I settled onto the hard bench opposite Garrick in the rattling Academy carriage, the new sword resting across my knees. Storm chirped sleepily from within my knapsack. Pine forests blurred past the window as the carriage climbed into the foothills. Garrick stared out, his profile hard against the passing scenery.
After a long silence, he spoke, his voice a low rumble beneath the clatter of wheels. "Frost."
I blinked. "Sir?"
"The boy. Kael." Garrick didn't turn. "Been wrapped tighter than a siege engine spring since he got here. Barely spoke. Trained alone. Ate alone. Like he was carved from glacier ice and expected to stay frozen." A faint, almost imperceptible snort escaped him. "Then you happen. Dragged him out of his shell. Made him fight beside others. Saw him actually talk to the Vale twins. And now..." Garrick finally glanced at me, a flicker of something like grim amusement in his flinty eyes. "...thanks to you dragging him through hell, the damn ice block finally cracked a little. Saw him watching the carriages leave. Actually looked... human. For a minute." He shook his head, looking back out the window. "Didn't think anything could thaw that one. Suppose I owe you a point for unintended consequences, Ashblade. Try not to make a habit of it."

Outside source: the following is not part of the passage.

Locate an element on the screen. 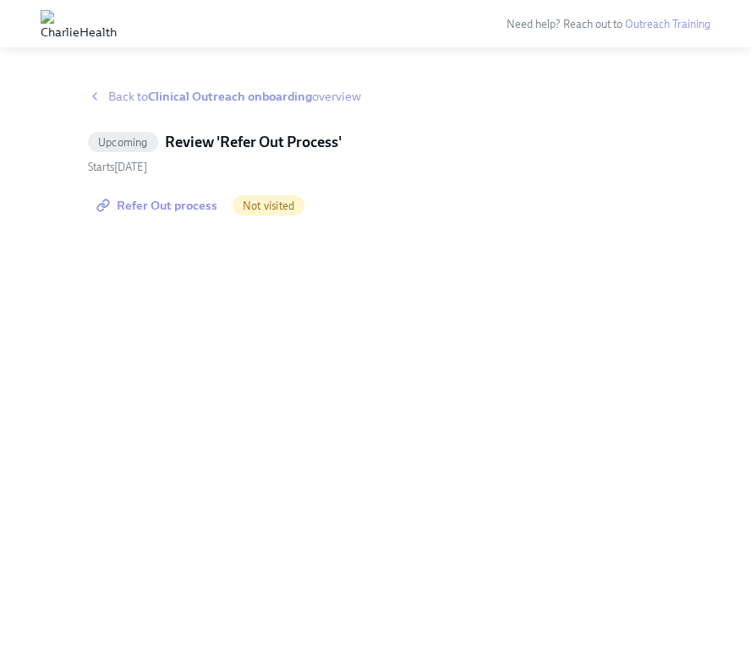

I stared at Garrick, momentarily speechless. My fingers touched the new sword's pommel, the memory of Kael's brittle solitude under the oak tree vivid. The system's text glowed softly in my mind, a silent counterpoint to the Instructor's rare praise:
[Urgent quest to level up]
[EXP: 80/100]
The carriage jolted over a rocky stretch of road. Ahead, beyond the final mountain pass, the familiar smoke of my hometown hearths promised respite, and finally, the sight of my cozy home came into view.